Europe is not suffering because of a lack of strong central government that can coerce the German people to paying for Spanish mismangement. It’s suffering preciely because it has too much power centralized in the hands of too few, a large central monetary union that has done precisely what Mr. Krugman wants it to do: increase spending in poor countries at the expense and risk of rich countries. The problem is, bailouts don’t work in the long term, and now Europe is just staving off disaster one close call at a time. The markets know the danger of moral hazard and contagion, which is why bond yields in Spain shot up well before Spain was in crisis.  And that’s why no one is surprised when Spain’s banks fail, and then Spain has to borrow more money from the EU (read: Germany) to bail out the banks. And when Spain needs to pay off those debts, they will need to borrow more. It’s a pyramid scheme to the tune of hundreds of billions of dollars with the taxpayer money of productive Europeans, people who don’t deserve to have their lifestyles turned upside down by coercion into an economic and political union in which they have no voice. Why should an olive grower in Spain have to pay–dearly–when the Greeks vote for one party over another?

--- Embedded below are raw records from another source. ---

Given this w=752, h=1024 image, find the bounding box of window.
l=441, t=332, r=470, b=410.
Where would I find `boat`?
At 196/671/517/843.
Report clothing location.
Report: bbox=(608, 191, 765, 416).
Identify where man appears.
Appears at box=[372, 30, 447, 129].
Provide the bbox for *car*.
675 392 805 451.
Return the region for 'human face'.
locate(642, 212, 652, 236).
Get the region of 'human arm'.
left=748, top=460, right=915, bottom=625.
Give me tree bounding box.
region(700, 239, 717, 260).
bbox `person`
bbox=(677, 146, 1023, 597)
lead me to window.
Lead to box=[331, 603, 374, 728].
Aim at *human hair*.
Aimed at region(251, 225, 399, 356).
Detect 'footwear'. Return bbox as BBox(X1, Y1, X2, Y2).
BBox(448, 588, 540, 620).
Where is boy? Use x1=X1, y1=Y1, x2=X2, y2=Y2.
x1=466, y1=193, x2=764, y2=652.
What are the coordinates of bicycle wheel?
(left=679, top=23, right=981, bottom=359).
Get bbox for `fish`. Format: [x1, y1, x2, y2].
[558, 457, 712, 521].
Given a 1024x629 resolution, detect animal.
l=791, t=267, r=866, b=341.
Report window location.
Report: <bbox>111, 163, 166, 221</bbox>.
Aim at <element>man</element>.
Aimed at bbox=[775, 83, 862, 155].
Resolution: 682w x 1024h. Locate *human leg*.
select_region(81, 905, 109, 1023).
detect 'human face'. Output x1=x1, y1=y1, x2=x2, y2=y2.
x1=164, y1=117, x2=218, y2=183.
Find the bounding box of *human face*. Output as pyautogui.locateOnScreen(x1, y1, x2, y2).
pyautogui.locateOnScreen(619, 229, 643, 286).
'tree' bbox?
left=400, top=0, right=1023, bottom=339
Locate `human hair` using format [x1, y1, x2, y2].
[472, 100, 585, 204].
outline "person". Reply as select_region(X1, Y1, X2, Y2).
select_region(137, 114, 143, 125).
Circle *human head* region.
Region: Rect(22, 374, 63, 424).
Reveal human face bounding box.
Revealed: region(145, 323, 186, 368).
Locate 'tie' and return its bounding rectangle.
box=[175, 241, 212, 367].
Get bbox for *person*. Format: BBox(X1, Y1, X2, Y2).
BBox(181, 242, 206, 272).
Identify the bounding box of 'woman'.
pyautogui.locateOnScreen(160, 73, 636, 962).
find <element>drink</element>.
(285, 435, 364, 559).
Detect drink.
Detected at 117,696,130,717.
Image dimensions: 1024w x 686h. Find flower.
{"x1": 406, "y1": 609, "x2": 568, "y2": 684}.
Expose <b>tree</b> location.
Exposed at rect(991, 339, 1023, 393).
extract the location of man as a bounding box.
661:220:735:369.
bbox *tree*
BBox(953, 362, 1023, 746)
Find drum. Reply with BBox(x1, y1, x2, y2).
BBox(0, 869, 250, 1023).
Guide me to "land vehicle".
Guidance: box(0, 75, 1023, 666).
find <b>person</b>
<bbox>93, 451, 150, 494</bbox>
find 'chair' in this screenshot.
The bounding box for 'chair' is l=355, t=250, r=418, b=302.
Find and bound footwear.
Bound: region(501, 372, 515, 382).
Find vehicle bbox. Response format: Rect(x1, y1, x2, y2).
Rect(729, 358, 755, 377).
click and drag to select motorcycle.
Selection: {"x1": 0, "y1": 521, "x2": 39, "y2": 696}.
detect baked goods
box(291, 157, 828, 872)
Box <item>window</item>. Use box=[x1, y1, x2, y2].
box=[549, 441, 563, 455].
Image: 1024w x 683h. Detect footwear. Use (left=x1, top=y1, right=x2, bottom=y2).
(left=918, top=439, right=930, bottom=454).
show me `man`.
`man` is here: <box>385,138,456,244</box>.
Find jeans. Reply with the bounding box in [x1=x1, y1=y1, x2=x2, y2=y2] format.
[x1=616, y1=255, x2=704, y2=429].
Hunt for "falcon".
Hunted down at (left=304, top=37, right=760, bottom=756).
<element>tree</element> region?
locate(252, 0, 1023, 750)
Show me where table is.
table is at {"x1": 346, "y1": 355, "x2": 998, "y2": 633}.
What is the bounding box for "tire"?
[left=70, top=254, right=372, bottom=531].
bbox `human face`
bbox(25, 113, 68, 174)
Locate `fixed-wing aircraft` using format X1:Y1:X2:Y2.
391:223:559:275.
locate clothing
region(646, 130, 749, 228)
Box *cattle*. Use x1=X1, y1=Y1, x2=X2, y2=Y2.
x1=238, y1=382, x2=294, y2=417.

On Sunday, as you recall, there was an election in Greece, and perhaps no time in recent history has so much of the fate of the world economy hinged on one election in such a small country. If anything is needed to demonstrate the folly of this system, it is the idea that 50,000 votes swinging the other way in Greece could have created a global recession. Mr. Krugman wants a bigger political union–a stronger European central government–in order double down on this vulnerability. Why would anybody put power over the economy in the hands of so few? And why would Mr. Krugman, knowing full well the danger of economic collapse, advocate a system whereby economic power is further centralized making a greater collapse even more likely?

And yet Mr. Krugman wants more of that.